Fergie’s Floggers can pull off another Lazarus-like miracle

THE current ‘Red Issue’ fanzine carries a rather apt cartoon of a dead horse named ‘United Squad’, collapsed just short of a finishing post labelled ‘19’, with a stern Fergie stood on its back trying to flog it into life.

Fergie’s Floggers can pull off another Lazarus-like miracle

Here’s the funniest thing of all, though: almost all of us, whether generally Fergiephobe or Fergiephile, tend to believe this is precisely the kind of Lazarus-like miracle he can be expected to perform.

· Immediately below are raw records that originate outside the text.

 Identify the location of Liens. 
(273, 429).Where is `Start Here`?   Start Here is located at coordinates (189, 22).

Paradox alert: Fergie teams are often less than the sum of their parts, insofar as we have often complained in the past that we never seem to get the very best out of rich squad resources. And yet those very teams, that appear to operate most of the time on only eight out of 12 potential cylinders, are nonetheless capable of achieving results that ought to be beyond them.

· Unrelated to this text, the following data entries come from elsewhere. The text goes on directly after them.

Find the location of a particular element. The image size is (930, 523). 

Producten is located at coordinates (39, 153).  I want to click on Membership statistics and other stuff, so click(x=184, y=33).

Increasingly hopeless situations are turned and rescued in manners that, even with the benefit of hindsight, are hard to rationalise, so logic and logistic-defying were they. This is why some United fans can tell you within the same sentence that this team is one of the most underwhelming of the past half-decade, and yet that they believe it will pull off The Number Nineteen — and perhaps more besides.

Last Saturday, for example, wasclassic Fergie United.

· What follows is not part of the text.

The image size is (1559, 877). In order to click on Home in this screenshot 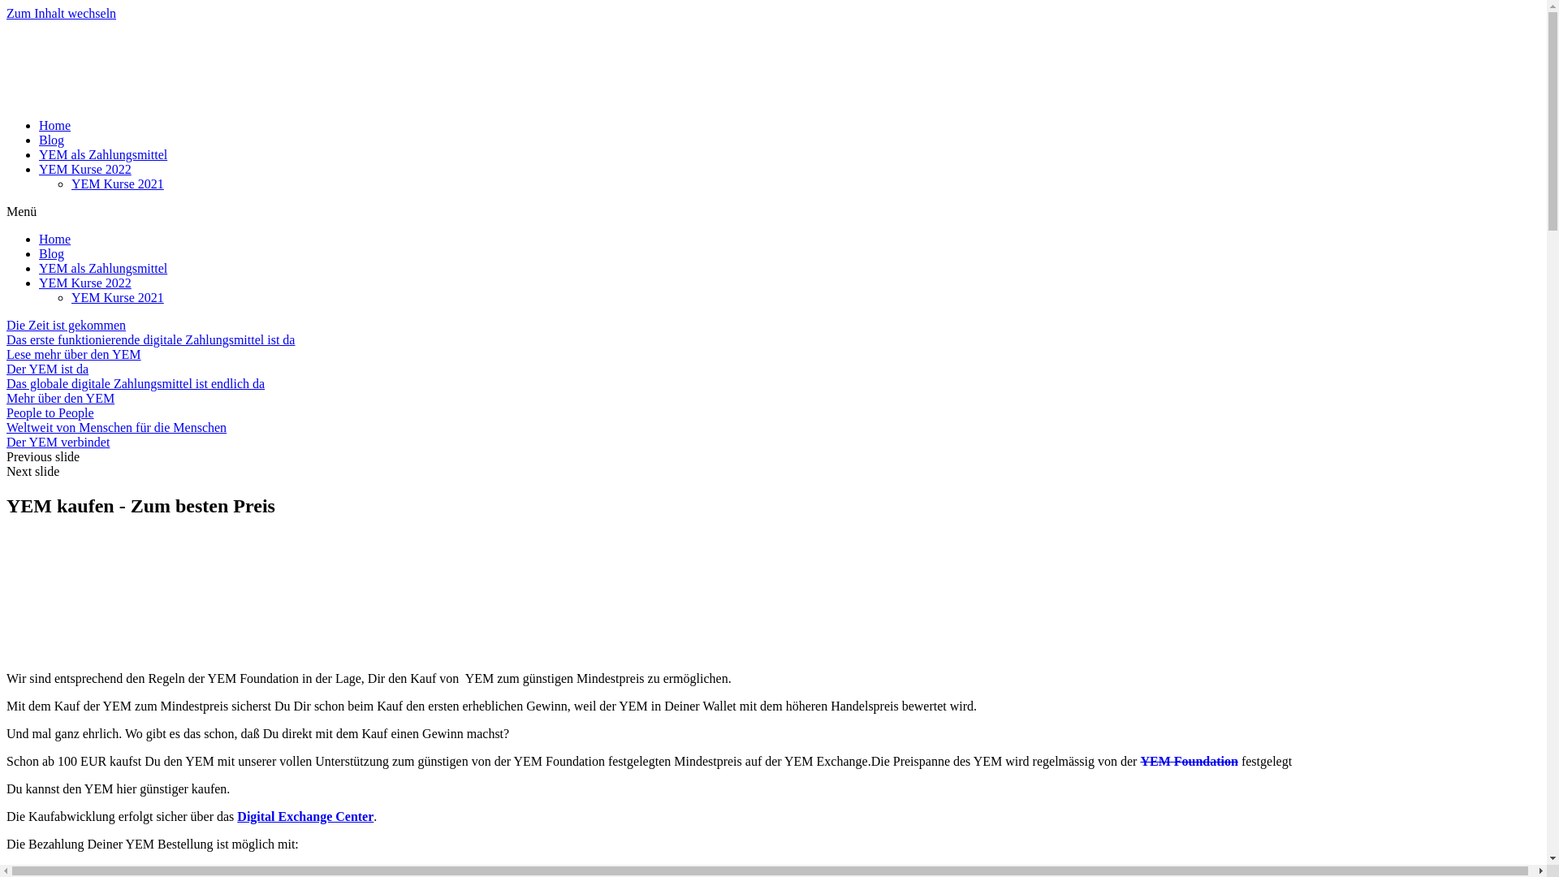, I will do `click(55, 125)`.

We’re injury-wracked; we have not played well; the opposition have excelled themselves; we’re down to 10 men; and our fate lies in the hands of a disaffected striker who was publicly humiliated by Fergie just days earlier. No sensible observer watching this situation unfold would predict three points for United.

Yet amongst my colleagues, the majority were still muttering “we’re going to get something here” based on nothing more than a near-mystical belief — admittedly bolstered by incredible past experiences — that Fergie United will always find a way. Up pops Berb with an almost comedy goal, and a celebration ensues that has had us all drawing comparisons with the Macheda Moment from two years ago. Heh heh: you can understand why everyone hates us — we must be the greatest comeuppance dodgers since the banksters escaped being collectively lynched in 2008.

So we may well be limping to the post with an entire team’s worth of players currently injured but, again, you ask yourself: have Arsenal really got what it takes to catch us? And do they have the necessary luck, as Napoleon might’ve asked? Look at how propitiously this international break has fallen; at the very moment our rivals would have been hoping to see our resources finally give out over the course of a standard three-game-week routine, we get a lovely respite that Ferguson, Nani and others couldn’t help gleefully admitting was proper manna from heaven. Hell, we might even see the resurrection of Owen Hargreaves by the time we get back to action, if our sources are to be believed — now there’s an actual Lazarus moment. How ironic that would be, if Hargreaves was to join Berbatov to form the tag team to save this season, given Fergie’s reputed cordial loathing of the pair. Like I said: comeuppance-evasion is what we do. Hate us, go on: we love it.

Of course, there is the small matter of The Chelsea Charge, as some pathetic sections of the media have started to call it.

Undoubtedly three games against them in rapid succession are going to constitute a determining factor in the fate of the treble bid. We’ll certainly be sick of the sight of them by the time it’s over (as if we weren’t already).

A fair-minded observer might suggest that, frankly, they deserve a European Cup after the blatant robberies they have suffered in its pursuit over the past five years. But as Bolton confirm, there’s rarely room for fairness when Fergie’s Floggers are in the race.